Love engenders both jealousy and compersion. Yet jealousy is not an evil twin-brother that compersion-the-sister must kill in mother’s womb. It’s rather that jealousy plays a part of a caterpillar that transforms into a butterfly of compersion.

Jealousy: is there a prescription for treatment?

The article is not a prescription. And no treatment is advised unless diagnosis is made.

In any way we consider jealousy to be a cause for intensifying communication with your partner. Jealousy is a motivation to have the same comprehensive understanding of your mate as you have of yourself. Maybe he/she is afraid to lose you, fears being left alone, has lost the feeling of common long-term interests and searches for his part in them.
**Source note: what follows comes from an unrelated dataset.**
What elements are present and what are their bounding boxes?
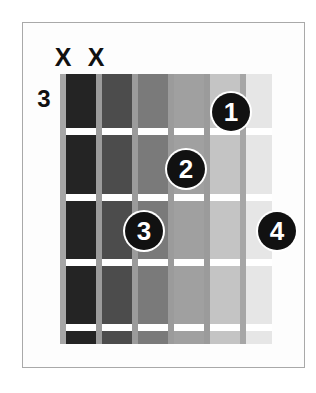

Or maybe jealousy is a sign that tells he wants to play a role in your life that differs from the one he actually does? In any case jealousy is a cry for help, a request for conciliatory gesture, a step to a dialogue.

Jealousy may come to any relations: open marriage, swing-lifestyle, polyamory, monogamy, monogamish. After it pays its visit, open relationships may turn into close or end in breakup. Knowledge, dialogue between partners and candor are the ingredients that help us get ourselves out of the jealousy swamp.

It’s been a year that we write about compersion (from the first day we heard this term) and we have another article telling about it and jealousy: The Anti-Jealousy Drug: Compersion.